BACOLOD CITY, Negros Occidental, Philippines – Ferdinand Marcos Jr stood on the back of a fiery red SUV with a pickup bed.
He, too, was dressed in a red collared shirt and wore extenders, perhaps to protect his arms from the heat, perhaps to protect his wounded hands.
People swarmed his car when it stopped for a while en route to here, holding up the caravan that organizers said stretched for up to two kilometers along the national highway.
Nearby, recorida cars blasted the song “Bagong Lipunan (New Society),” remade by the Plethora band.
The date yesterday: 23 February 2022, the midpoint 36 years ago of a four-day military-backed civilian uprising that forced his father and namesake out of Malacanang.
The assembly point: Silay City, a center of the Negrenses’ fight against the Spaniards in the late 1800s and one of the bases of sugarplanters resistance to the “Marcos dictatorship” more than a century later.
There was a time after the EDSA Revolution when playing or humming the Bagong Lipunan song, perceived as the anthem of the dictatorship, will attract stern looks at the minimum, perhaps a beating at most.
Yesterday, however, young people were dancing in the streets, Jeffrey Ferrer, vice governor of Negros Occidental tells DNX a day after the grand rally that organizers claimed drew a crowd of 80,000 supporters though police estimated it to be between 50,000 to 60,000.

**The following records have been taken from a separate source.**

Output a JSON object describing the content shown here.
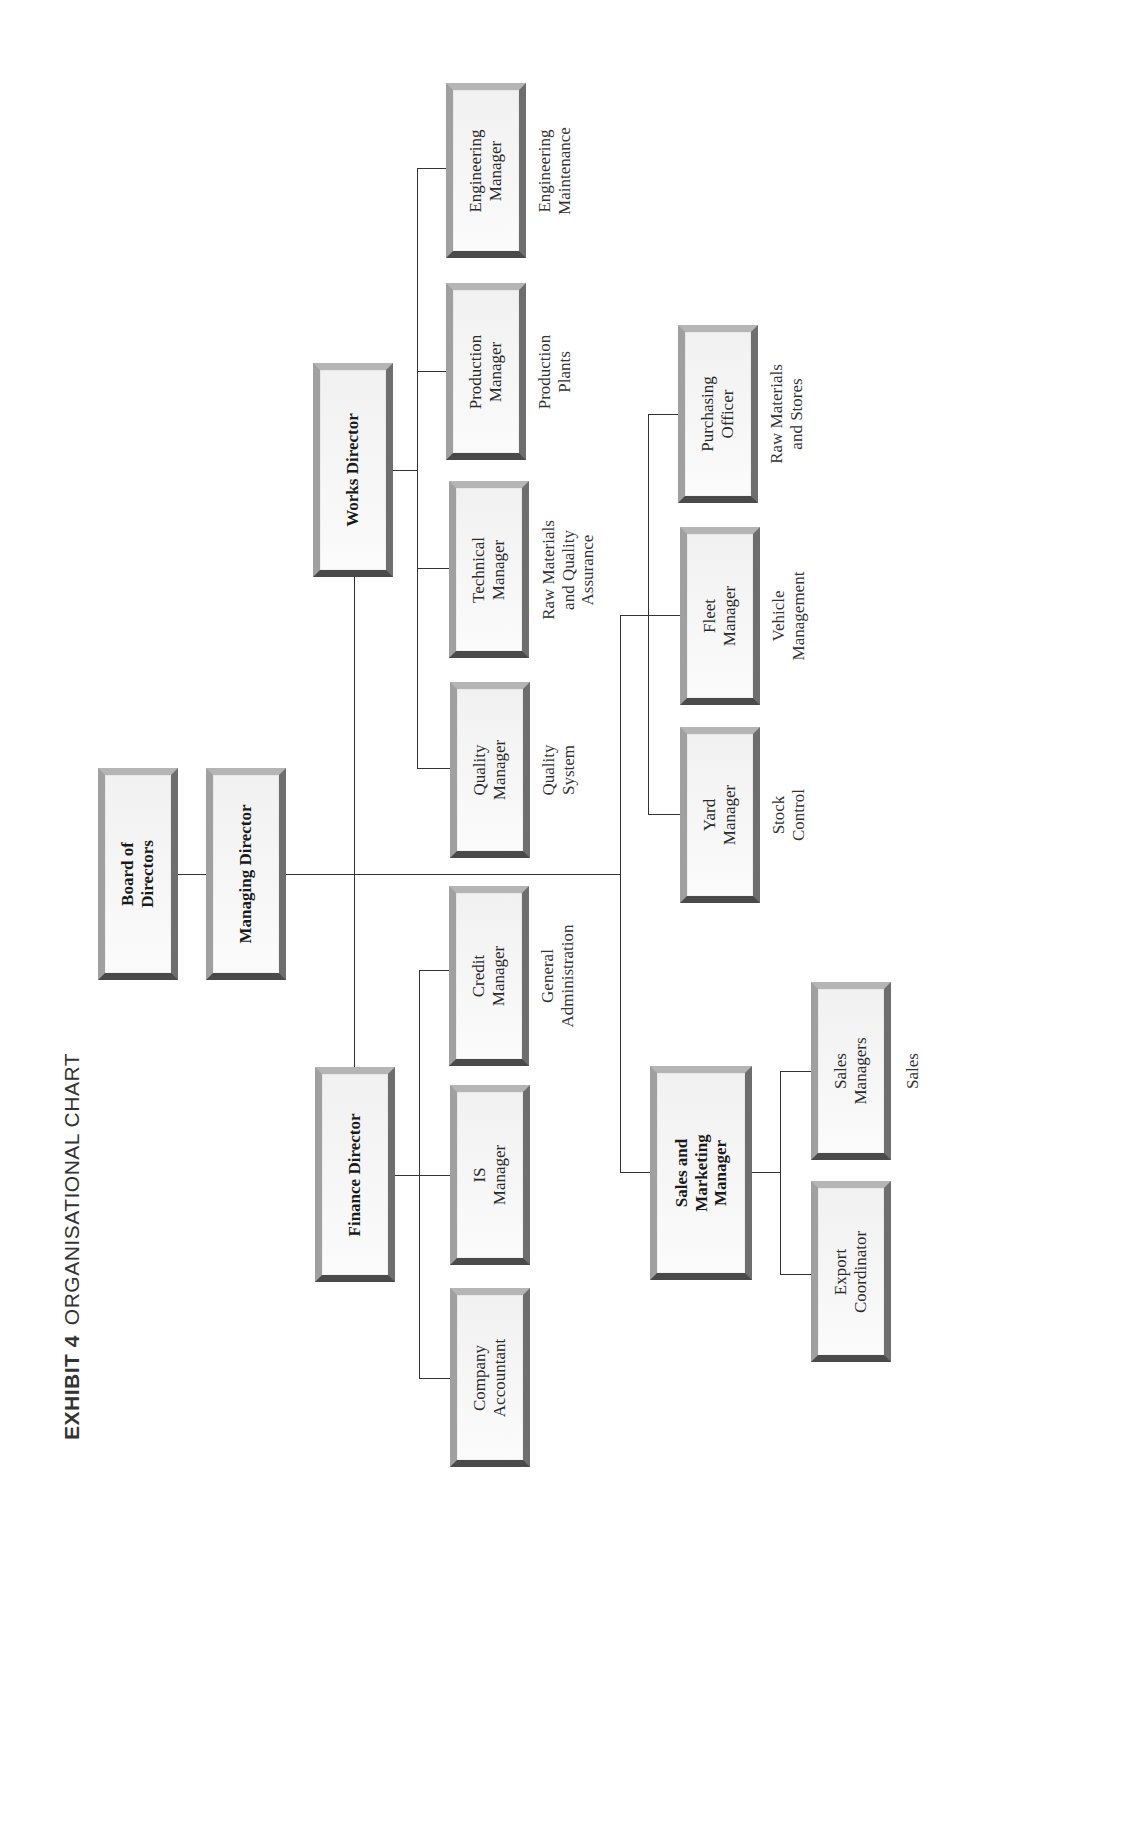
{
  "title": {
    "exhibit": "EXHIBIT 4",
    "name": "ORGANISATIONAL CHART"
  },
  "nodes": {
    "board": "Board of\nDirectors",
    "managing_director": "Managing Director",
    "works_director": "Works Director",
    "finance_director": "Finance Director",
    "sales_marketing": "Sales and\nMarketing\nManager",
    "engineering": "Engineering\nManager",
    "production": "Production\nManager",
    "technical": "Technical\nManager",
    "quality": "Quality\nManager",
    "credit": "Credit\nManager",
    "is": "IS\nManager",
    "company_accountant": "Company\nAccountant",
    "purchasing": "Purchasing\nOfficer",
    "fleet": "Fleet\nManager",
    "yard": "Yard\nManager",
    "sales_managers": "Sales\nManagers",
    "export": "Export\nCoordinator"
  },
  "responsibilities": {
    "engineering": "Engineering\nMaintenance",
    "production": "Production\nPlants",
    "technical": "Raw Materials\nand Quality\nAssurance",
    "quality": "Quality\nSystem",
    "credit": "General\nAdministration",
    "purchasing": "Raw Materials\nand Stores",
    "fleet": "Vehicle\nManagement",
    "yard": "Stock\nControl",
    "sales": "Sales"
  },
  "colors": {
    "line": "#333333",
    "box_border_light": "#b5b5b5",
    "box_border_dark": "#4a4a4a",
    "box_fill": "#f4f4f4"
  }
}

As Ferrer played shepherd to BBM, Himamaylan City Mayor Raymund Tongson, possibly the only mayor who is a member of the Partido Federal in the province, guided BBM running mate and Davao City Mayor Sara Duterte through a flurry of activities before the late afternoon grand rally.
Ferrer, a staunch supporter of Marcos Jr, is married to Juliet Marie Benedicto, now representative of the fourth district.
Her grandfather, Roberto, a lawyer, is a close associate Marcos Sr who appointed him to run the government sugar trading arm for the industry and was accused of skimming millions of pesos from sales.
Ferrer pointed out that the crowd estimate should include those who waited for hours at the assembly area, some as old as 90.
“They braved the afternoon sun just to see BBM. Bag-o lang ko kita nga amo sini (It’s my first time to witness something like this),” an apparently impressed Ferrer recalls as he kept on narrating details about the arrival of BBM here.
For more than 12 hours since BBM’s arrival here, Ferrer was with the former senator as he met local officials and leaders of sugar producers groups.
The province, known as the sugar-producing capital of the country, has the fourth most number of voters at two million while this urban and political center has more than half a million.
He says as they made their way to Talisay City, a group of elderly people were by the roadside.
When the caravan halted because of heavy traffic, one of them, a 90-year-old man “nagtakang takang gid (slowly and tentatively)” made his way to BBM’s car “just to shake his hand,” he says.
Tentatively, too, was how the caravan from Silay made its way here, an estimated 21 kilometers that took them more than two hours, Ferrer says because of the sheer number of people who lined the highway, all wanting to have their shirts signed by BBM or have a photo with him or simply shake his hand.
“This is a far cry from the days when the Marcoses appear to be reviled in the province,” Ferrer says.
Indeed, there were days when Ferdinand Marcos Sr was pilloried as a “Hitler, diktador, tuta,” by the Left, both legal and underground, the same tags given to all presidents that took office 36 years after EDSA Uno.